As I walked around, I was also struck by how immensely privileged and fortunate I was to be in such a place for the day, not dealing with (at least superficially) the issues that much of the world (and the country) are dealing with. I sent out waves of gratitude.

I am thankful, too, that the astronauts got back safely. Their comments this week were touching and inspiring. But as I must have said at least once before, there is a problem with our further exploration of space, just as there is with our activities here on earth. We don't seem to have ever asked Earth for Her permission and guidance interacting with Her, and we don't seem to have consulted with the Moon either. Does She welcome human exploration and settlement? Why have we never had constructs in place to put Earth's (or Moon's) needs first, before human progress? (If we did, it was in "pre-history"...) 

OK, that's it. Normally, when I'm not super pleased with the perfection of one of my posts, I hold off, but this doesn't seem to be an era in which to do that. Particularly not on the new moon. So, take care, all. Keep breathing this weekend, and let in the new.


Wednesday, April 15, 2026

Symptoms

After listening to one of my peeps online yesterday, I gather that another "symptom" of the ascension process is having, in effect, moments from your life flashing before your eyes, at least metaphorically. Last Saturday, this happened to me quite intensively. It's happened once or twice over the last few years, but this was different...almost like a strange, daylong, surreal movie. Part of what is odd is that the scenes were largely of my life in smaller-town America, not my time in the UK, or in New York City or DC. Things like interviewing for a waitressing job in Duluth, and being hired because I had "personality plus". Taking the small bus from where I was living in Helena, Montana (the YWCA) to Walmart to shop...the bus did a constant loop, but that was basically the only place on the route to get food or clothing. Driving from Essex, New York to Middlebury, Vermont (or back again) by a certain barn that stuck out on the horizon. Back to Duluth, practicing with the rowing club on the bay early in the morning, when the moon was setting and the sun was rising...and so forth. Saturday was literally a stream of these kinds of random, unremarkable memories, not the momentous ones. Sometimes I still wish that my life had been filled with dreams come true, regular opportunities to sing choral evensong in the UK, visits to top museums and restaurants, and a normal home, husband and children, lovely clothing...a lot of stars would have to have aligned for this to happen, including my being more in sync with our capitalist system! These lowkey memories may be the ones I feel most bittersweet about, too, even though I now understand that, as a mystic, it might have been impossible for me to have a "normal" life anywhere. In a movie of my life, perhaps they would be the quiet segue scenes. Given what I have been writing about the last few times, I guess the best way to approach these vignettes is with curiosity. "I wonder why I am remembering these events and moments right now?"

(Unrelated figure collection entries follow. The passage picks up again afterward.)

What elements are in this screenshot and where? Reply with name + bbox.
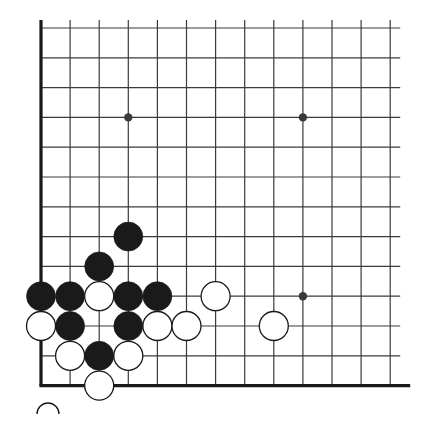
star-point — [299, 113, 307, 121]
white-stone[interactable] — [85, 282, 114, 311]
white-stone[interactable] — [27, 312, 56, 341]
white-stone[interactable] — [143, 312, 172, 341]
black-stone[interactable] — [143, 282, 172, 311]
black-stone[interactable] — [56, 282, 85, 311]
white-stone[interactable] — [259, 312, 288, 341]
white-stone[interactable] — [56, 341, 85, 370]
black-stone[interactable] — [114, 222, 143, 251]
white-stone[interactable] — [85, 371, 114, 400]
black-stone[interactable] — [56, 312, 85, 341]
black-stone[interactable] — [85, 341, 114, 370]
black-stone[interactable] — [27, 282, 56, 311]
white-stone[interactable] — [172, 312, 201, 341]
white-stone[interactable] — [201, 282, 230, 311]
star-point — [299, 292, 307, 300]
go-board-canvas[interactable] — [0, 0, 434, 424]
go-board-figure — [0, 0, 434, 424]
black-stone[interactable] — [114, 282, 143, 311]
black-stone[interactable] — [114, 312, 143, 341]
black-stone[interactable] — [85, 252, 114, 281]
white-stone[interactable] — [114, 341, 143, 370]
star-point — [124, 113, 132, 121]
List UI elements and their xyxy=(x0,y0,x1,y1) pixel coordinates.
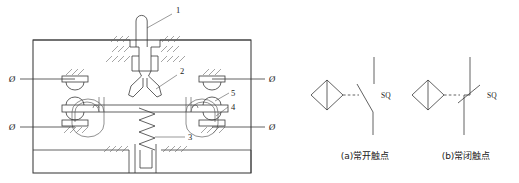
callout-4: 4 xyxy=(231,102,236,112)
callout-5: 5 xyxy=(231,88,235,98)
left-upper-hatching xyxy=(66,69,84,75)
housing-hatching-bottom xyxy=(104,146,187,152)
actuator-fork xyxy=(129,76,162,97)
right-contact-assembly xyxy=(199,69,265,133)
limit-switch-figure: Ø Ø Ø Ø 1 2 3 4 5 xyxy=(0,0,519,183)
callout-2: 2 xyxy=(180,66,184,76)
right-moving-contact xyxy=(203,97,221,105)
right-lower-contact-base xyxy=(199,120,225,126)
right-upper-contact-dome xyxy=(203,82,221,90)
terminal-left-bottom: Ø xyxy=(8,122,16,132)
top-housing xyxy=(33,36,251,71)
leader-2 xyxy=(156,75,177,89)
enclosure-outline xyxy=(33,40,251,173)
symbol-nc-contact: SQ (b)常闭触点 xyxy=(412,57,497,161)
bridge-bar xyxy=(62,105,228,112)
terminal-right-top: Ø xyxy=(268,74,276,84)
mechanism-drawing: Ø Ø Ø Ø 1 2 3 4 5 xyxy=(8,5,276,173)
figure-canvas: Ø Ø Ø Ø 1 2 3 4 5 xyxy=(0,0,519,183)
terminal-right-bottom: Ø xyxy=(268,122,276,132)
no-designator-sq: SQ xyxy=(381,91,391,100)
left-upper-contact-dome xyxy=(66,82,84,90)
callout-3: 3 xyxy=(188,132,192,142)
contact-bridge xyxy=(62,105,228,112)
left-moving-contact xyxy=(66,97,84,105)
no-caption: (a)常开触点 xyxy=(341,150,390,161)
leader-5 xyxy=(215,93,229,101)
right-upper-hatching xyxy=(203,69,221,75)
callout-1: 1 xyxy=(176,5,180,15)
nc-break-slash xyxy=(458,85,480,103)
plunger xyxy=(136,15,151,76)
terminal-left-top: Ø xyxy=(8,74,16,84)
left-contact-assembly xyxy=(20,69,88,133)
flexible-leads xyxy=(72,97,218,137)
symbol-no-contact: SQ (a)常开触点 xyxy=(311,57,391,161)
lower-guide xyxy=(33,144,251,173)
left-lower-hatching xyxy=(64,127,88,133)
top-cut-text-strip xyxy=(0,0,160,7)
right-lower-hatching xyxy=(201,127,225,133)
leader-1 xyxy=(147,14,172,28)
nc-designator-sq: SQ xyxy=(487,91,497,100)
return-spring xyxy=(139,108,155,150)
nc-caption: (b)常闭触点 xyxy=(442,150,491,161)
no-moving-blade xyxy=(357,84,373,112)
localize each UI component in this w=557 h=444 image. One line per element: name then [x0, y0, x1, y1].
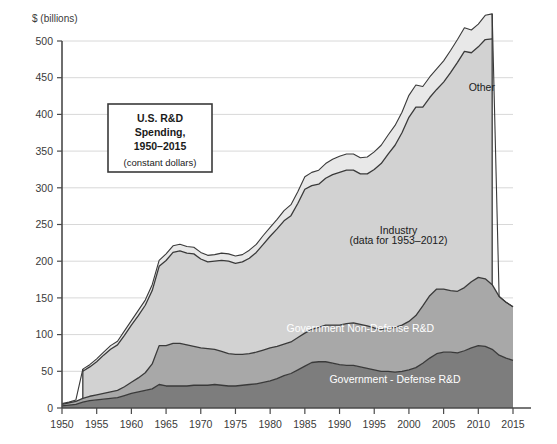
x-tick-label: 1950: [50, 418, 74, 430]
y-axis-title: $ (billions): [32, 13, 78, 24]
chart-container: 0501001502002503003504004505001950195519…: [0, 0, 557, 444]
x-tick-label: 2000: [397, 418, 421, 430]
rd-spending-area-chart: 0501001502002503003504004505001950195519…: [0, 0, 557, 444]
defense-label: Government - Defense R&D: [329, 373, 461, 385]
x-tick-label: 1985: [293, 418, 317, 430]
x-tick-label: 1970: [189, 418, 213, 430]
stacked-areas: [62, 14, 513, 408]
x-tick-label: 2010: [467, 418, 491, 430]
y-tick-label: 350: [35, 145, 53, 157]
chart-title-box: U.S. R&DSpending,1950–2015(constant doll…: [108, 104, 212, 172]
y-tick-label: 0: [47, 402, 53, 414]
chart-title-line: 1950–2015: [134, 140, 187, 152]
nondefense-label: Government Non-Defense R&D: [287, 322, 435, 334]
other-label: Other: [469, 81, 496, 93]
y-tick-label: 500: [35, 35, 53, 47]
x-tick-label: 1980: [258, 418, 282, 430]
y-tick-label: 300: [35, 182, 53, 194]
industry-label-line2: (data for 1953–2012): [349, 234, 447, 246]
x-tick-label: 1975: [224, 418, 248, 430]
chart-title-line: Spending,: [135, 126, 186, 138]
x-tick-label: 1995: [363, 418, 387, 430]
x-tick-label: 1960: [120, 418, 144, 430]
y-tick-label: 200: [35, 255, 53, 267]
chart-title-line: U.S. R&D: [137, 112, 184, 124]
y-tick-label: 450: [35, 71, 53, 83]
y-axis-ticks: 050100150200250300350400450500: [35, 35, 62, 414]
x-tick-label: 1965: [154, 418, 178, 430]
x-axis-ticks: 1950195519601965197019751980198519901995…: [50, 408, 525, 430]
x-tick-label: 2015: [501, 418, 525, 430]
y-tick-label: 150: [35, 292, 53, 304]
x-tick-label: 1990: [328, 418, 352, 430]
y-tick-label: 400: [35, 108, 53, 120]
x-tick-label: 2005: [432, 418, 456, 430]
chart-subtitle: (constant dollars): [124, 157, 197, 168]
y-tick-label: 50: [41, 365, 53, 377]
y-tick-label: 250: [35, 218, 53, 230]
y-tick-label: 100: [35, 328, 53, 340]
x-tick-label: 1955: [85, 418, 109, 430]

Another symptom? After a lifetime of passion for English church music and England generally, on this second or third day of passion's disappearance, I am struggling to find a thread of enthusiasm for any aspect of my life at all...it's not depression exactly. Not yet. But it's like the floor has dropped out of my world. I mean, I know that this is what many of us are going through, a complete re-assessment of everything, less of a willingness to accept lower energies that have dragged us down, or the aspects of our life that will not be useful in the future. This is a lull in the action, a pivot point, and we need to keep breathing. In. Out. In. Out. Updated ways of expressing my inner life passion are near, but not here yet. And because so much is shifting, I cannot "look for a new way of being" with my left brain logic. I need to stay focused within, and feel when that little curlicue of excitement breaks through my consciousness. (When, not if!)

The strange thing is, I am antsy as heck, and feel ready to go, but with no idea where or to do what! So I'll keep breathing, and be where I am until I know.